DNA evidence collected from Alahverdian’s 2008 groping conviction in Ohio connected him to a rape in Orem, Utah, that same year, authorities said.

Since then, Utah authorities have charged him with a second rape, in Salt Lake City, and a sexual battery incident in Orem.

Reaction to McFadyen's ruling was universal among several people who for at least two years have wanted Alahverdian returned to face justice.

Kathryn Heckendorn, of Ohio, who endured starting in 2015 what a divorce judge described as seven months of “gross neglect of duty and extreme cruelty” at the hands of her abusive husband, Alahverdian, said the judge’s decision brought her happiness.

“I’m so happy that the Scottish court didn’t believe his B.S. They saw right through him. And I’m so happy that we, the women he’s attacked, finally get our chance at justice. We finally get some peace.”

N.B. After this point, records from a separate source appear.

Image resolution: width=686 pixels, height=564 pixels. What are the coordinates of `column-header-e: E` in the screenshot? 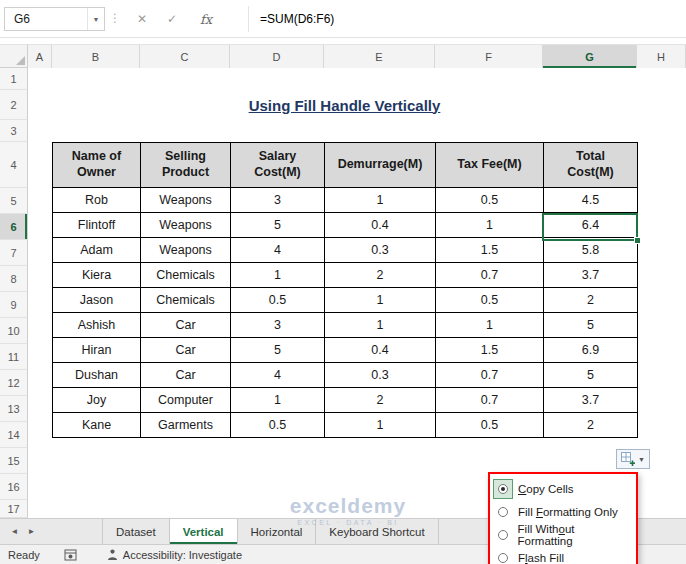 It's located at (380, 57).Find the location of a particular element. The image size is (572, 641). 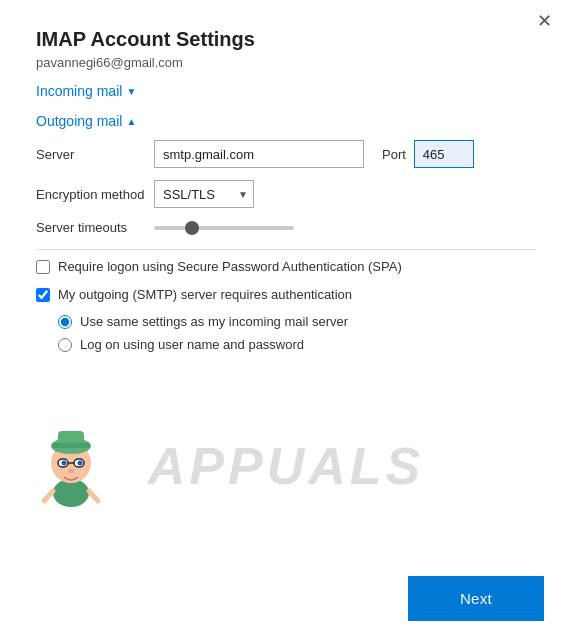

server-port-row: Server Port is located at coordinates (286, 154).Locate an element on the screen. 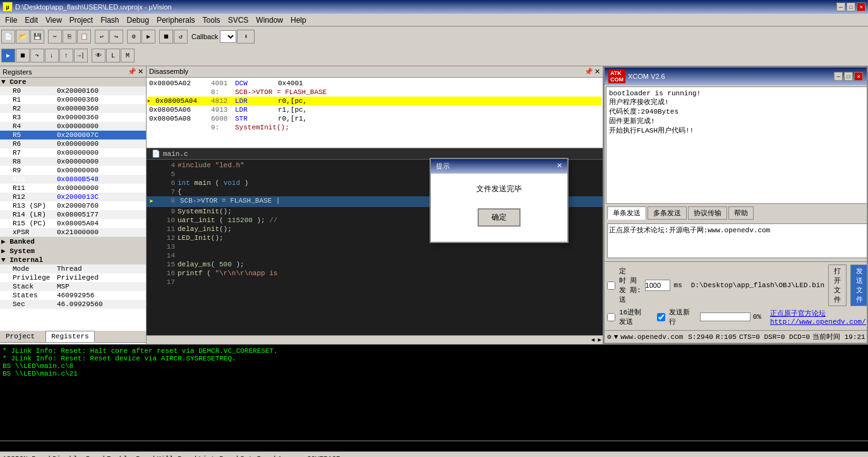 This screenshot has height=457, width=868. src-line-14: 14 is located at coordinates (375, 256).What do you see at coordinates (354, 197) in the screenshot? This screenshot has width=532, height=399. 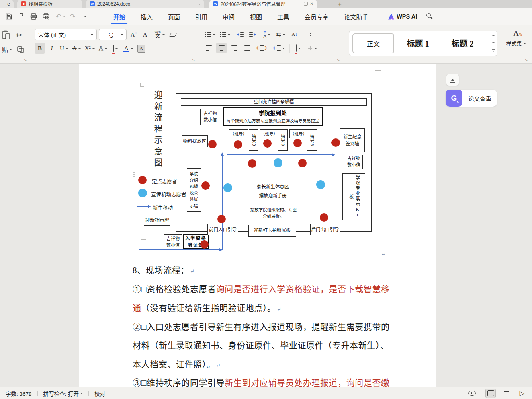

Former state Rep. Brian Coogan almost adopted Alahverdian 20 years ago when Alahverdian was a State House page and a product of the foster care system. But then Coogan learned how conniving and abusive the young man was, he said, and became one of the first skeptics of his supposed death.

“I’m really happy about it all – especially for all his victims,” said Coogan. “His victims are going to have a voice now, the chance to tell their story.” As for Alahverdian: “There’s no more tricks in his bag. He’s caught, he’s done. Nick is a monster.”

David Leavitt, the former Utah County attorney that sought Alahverdian's return, said the judge’s ruling was a “significant event in a long list of significant events that still have to occur for Nicholas Rossi to be brought to justice.”

But the former prosecutor said, “It’s a good day for everyone of Nicholas Rossi’s victims and more importantly for the people he won’t be victimizing now.”